I made my preparations, choosing my equipment more carefully than I had for my hurried departure last night. I kept the gate stone for my shop; it would be useless for getting there but would speed up the journey back. A second gate stone keyed to Fountain Reach would have allowed me to travel back and forth at will, but I didn’t have one. I took another pair of condensers as well as a handful of extra items picked with an eye towards trickery and concealment. Finally I took my mist cloak from my wardrobe. When it comes to stealth my mist cloak is far and away the best item I own, and I’d already decided that stealth was exactly what was needed.
As well as my mist cloak, there’s something else I always used to bring with me on these sort of trips: a thin glass rod, designed to call an air elemental named Starbreeze. Starbreeze is scatterbrained and ridiculously unreliable, and she forgets anything you tell her almost before you’ve said it, but she can turn a person to air and carry them faster than a bullet. If I’d been able to call her, she could have whisked me across the length of England and dropped me next to Fountain Reach in the time it takes most people to check their e-mail.
Unfortunately I don’t have the caller anymore. I blew it up in the autumn getting away from a bunch of enemies, and I haven’t managed to contact Starbreeze since. I worry sometimes that I never will: Starbreeze might wonder eventually why I’m not talking to her and come looking for me to find out, but Starbreeze is immortal. It might take her ten or twenty years to even notice.
So in the absence of gates or elementals, I took the train.
* * *
T
he directions I’d found placed Crystal’s family home in the Cotswolds, between Oxford and Gloucester. I got off at the nearest station and took a taxi most of the way before walking the final stretch on foot. I crested a rise and found myself looking across a small valley at Fountain Reach.

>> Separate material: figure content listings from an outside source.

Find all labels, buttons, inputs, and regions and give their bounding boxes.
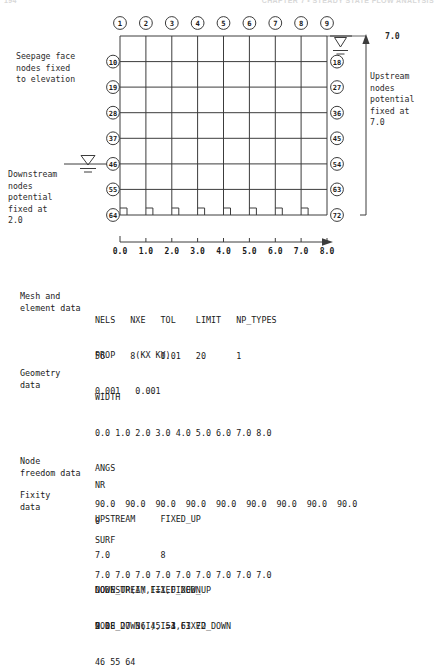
node-label: 1	[118, 19, 122, 28]
node-down-block: NODE_DOWN(I),I=1,FIXED_DOWN 46 55 64	[0, 597, 439, 669]
running-head: CHAPTER 7 • STEADY STATE FLOW ANALYSIS	[262, 0, 434, 4]
node-down-body: NODE_DOWN(I),I=1,FIXED_DOWN 46 55 64	[95, 597, 439, 669]
node-label: 8	[299, 19, 303, 28]
geometry-width-values: 0.0 1.0 2.0 3.0 4.0 5.0 6.0 7.0 8.0	[95, 428, 439, 440]
x-tick-label: 5.0	[242, 247, 257, 256]
x-axis	[120, 236, 333, 246]
mesh-diagram-svg: 0.0 1.0 2.0 3.0 4.0 5.0 6.0 7.0 8.0 1 2 …	[0, 9, 439, 269]
node-label: 7	[273, 19, 277, 28]
base-fixity-supports	[120, 208, 308, 215]
head-value-label: 7.0	[385, 31, 400, 43]
node-label: 5	[221, 19, 225, 28]
node-label: 19	[109, 84, 117, 92]
node-down-values: 46 55 64	[95, 657, 439, 669]
right-node-markers: 18 27 36 45 54 63 72	[331, 55, 344, 221]
node-label: 46	[109, 161, 117, 169]
data-listing: Mesh and element data NELS NXE TOL LIMIT…	[0, 269, 439, 634]
node-label: 55	[109, 186, 117, 194]
page-header: 194 CHAPTER 7 • STEADY STATE FLOW ANALYS…	[0, 0, 439, 9]
x-axis-tick-labels: 0.0 1.0 2.0 3.0 4.0 5.0 6.0 7.0 8.0	[113, 247, 335, 256]
upstream-annotation: Upstream nodes potential fixed at 7.0	[370, 71, 414, 129]
mesh-figure: 0.0 1.0 2.0 3.0 4.0 5.0 6.0 7.0 8.0 1 2 …	[0, 9, 439, 269]
x-tick-label: 7.0	[294, 247, 309, 256]
seepage-face-annotation: Seepage face nodes fixed to elevation	[16, 51, 75, 86]
node-down-header: NODE_DOWN(I),I=1,FIXED_DOWN	[95, 621, 439, 633]
node-label: 64	[109, 212, 117, 220]
node-label: 9	[325, 19, 329, 28]
page-folio: 194	[4, 0, 17, 4]
mesh-data-headers: NELS NXE TOL LIMIT NP_TYPES	[95, 315, 439, 327]
x-tick-label: 0.0	[113, 247, 128, 256]
x-tick-label: 4.0	[216, 247, 231, 256]
node-label: 63	[333, 186, 341, 194]
node-label: 54	[333, 161, 341, 169]
x-tick-label: 8.0	[320, 247, 335, 256]
node-down-label	[20, 597, 95, 669]
node-label: 3	[170, 19, 174, 28]
prop-data-headers: PROP (KX KY)	[95, 350, 439, 362]
mesh-vertical-lines	[120, 36, 327, 215]
node-label: 72	[333, 212, 341, 220]
x-tick-label: 2.0	[165, 247, 180, 256]
x-tick-label: 3.0	[190, 247, 205, 256]
downstream-headers: DOWNSTREAM FIXED_DOWN	[95, 585, 439, 597]
x-tick-label: 6.0	[268, 247, 283, 256]
node-label: 2	[144, 19, 148, 28]
node-label: 36	[333, 110, 341, 118]
node-label: 45	[333, 135, 341, 143]
top-node-markers: 1 2 3 4 5 6 7 8 9	[114, 17, 334, 30]
node-label: 28	[109, 110, 117, 118]
node-label: 27	[333, 84, 341, 92]
fixity-upstream-headers: UPSTREAM FIXED_UP	[95, 514, 439, 526]
node-label: 6	[247, 19, 251, 28]
geometry-width-header: WIDTH	[95, 392, 439, 404]
node-label: 4	[195, 19, 199, 28]
left-node-markers: 10 19 28 37 46 55 64	[107, 55, 120, 221]
upstream-water-table-icon	[330, 36, 352, 54]
node-label: 10	[109, 59, 117, 67]
x-tick-label: 1.0	[139, 247, 154, 256]
node-label: 37	[109, 135, 117, 143]
downstream-annotation: Downstream nodes potential fixed at 2.0	[8, 169, 57, 227]
fixity-upstream-values: 7.0 8	[95, 550, 439, 562]
node-label: 18	[333, 59, 341, 67]
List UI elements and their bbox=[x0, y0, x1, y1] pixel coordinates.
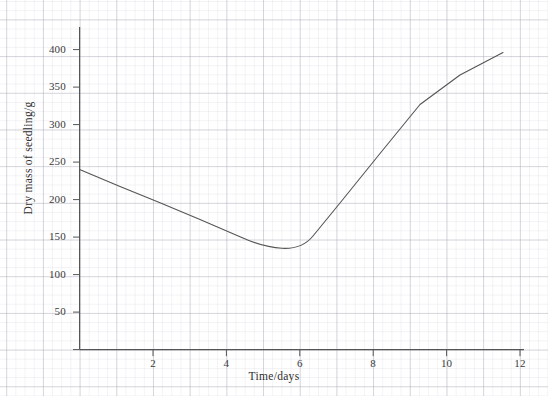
x-tick-label-10: 10 bbox=[427, 357, 467, 369]
y-tick-label-50: 50 bbox=[18, 305, 66, 317]
x-axis-title: Time/days bbox=[0, 370, 548, 382]
data-curve-seedling-mass bbox=[80, 53, 503, 249]
x-tick-label-8: 8 bbox=[353, 357, 393, 369]
x-tick-label-4: 4 bbox=[206, 357, 246, 369]
y-axis-title: Dry mass of seedling/g bbox=[22, 68, 34, 248]
y-tick-label-400: 400 bbox=[18, 43, 66, 55]
x-tick-label-12: 12 bbox=[500, 357, 540, 369]
x-tick-label-6: 6 bbox=[280, 357, 320, 369]
x-tick-label-2: 2 bbox=[133, 357, 173, 369]
plot-area bbox=[0, 0, 548, 396]
y-axis-ticks bbox=[73, 50, 80, 350]
graph-paper-chart: 50 100 150 200 250 300 350 400 2 4 6 8 1… bbox=[0, 0, 548, 396]
x-axis-ticks bbox=[153, 350, 520, 357]
y-tick-label-100: 100 bbox=[18, 268, 66, 280]
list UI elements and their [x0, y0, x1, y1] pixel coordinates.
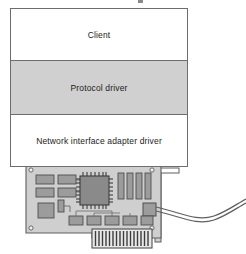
- network-driver-stack-diagram: Client Protocol driver Network interface…: [0, 0, 246, 254]
- stack-layer-client-label: Client: [88, 30, 111, 40]
- port-connector: [143, 203, 156, 216]
- stack-layer-protocol-driver-label: Protocol driver: [70, 83, 127, 93]
- stack-layer-nic-driver: Network interface adapter driver: [11, 115, 187, 166]
- stack-layer-nic-driver-label: Network interface adapter driver: [36, 136, 162, 146]
- main-chip: [76, 172, 113, 209]
- edge-connector: [92, 229, 152, 248]
- stack-layer-protocol-driver: Protocol driver: [11, 61, 187, 115]
- network-cable: [156, 199, 246, 222]
- stack-layer-client: Client: [11, 9, 187, 61]
- protocol-stack: Client Protocol driver Network interface…: [10, 8, 188, 167]
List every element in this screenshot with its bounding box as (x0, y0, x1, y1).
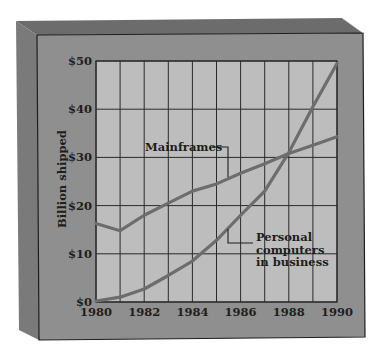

My first thought was that it was the weirdest-looking house I’d ever seen. Mages like unusual homes and I’ve seen some strange ones in my time, but this was the strangest. It looked as if it had been grown rather than built, extra wings and storeys added on one at a time, each in a different architectural style. The windows were irregular and didn’t match, changing in height and design, and there were too many chimneys and too many gables. The mansion was blockier and more cubical than it should have been, rather than the extended oblong common to most country houses. The inner rooms must have had no natural light at all.
The mansion was isolated, but not terribly so. The hillside cut off the view of the nearby town and rail line but the sounds of activity drifted up through the trees. The slopes were forested and I left the access road to angle upwards through the woods and look down on Fountain Reach from above. The gardens were extensive and looked carefully tended, beautiful flowerbeds mixing with copses of exotic trees. Birds pecked on the lawn, their calls echoing through the leaves, and the winter sun was dipping in the western sky, casting a yellowish light over the scene and giving a perfect view across the countryside below.
It looked about as unsinister a place as could be imagined, enough to make me feel a bit foolish. I half-expected a coach to show up and a bunch of European tourists to go wandering across the lawn with their cameras or something.
But I was here and I might as well do the job I’d come for. I found a good vantage point beneath an ash tree and crouched down, concentrating on the futures of me exploring the mansion below.
The technique is called path-walking, and it was the same one I’d used the night before. Basically, instead of looking forward into your various futures, you isolate just
one
future and follow it through the choices ahead. I’d tried it during the train journey in an attempt to speed up any search of Fountain Reach but hadn’t had much luck. Hopefully it’d be easier now that I was closer.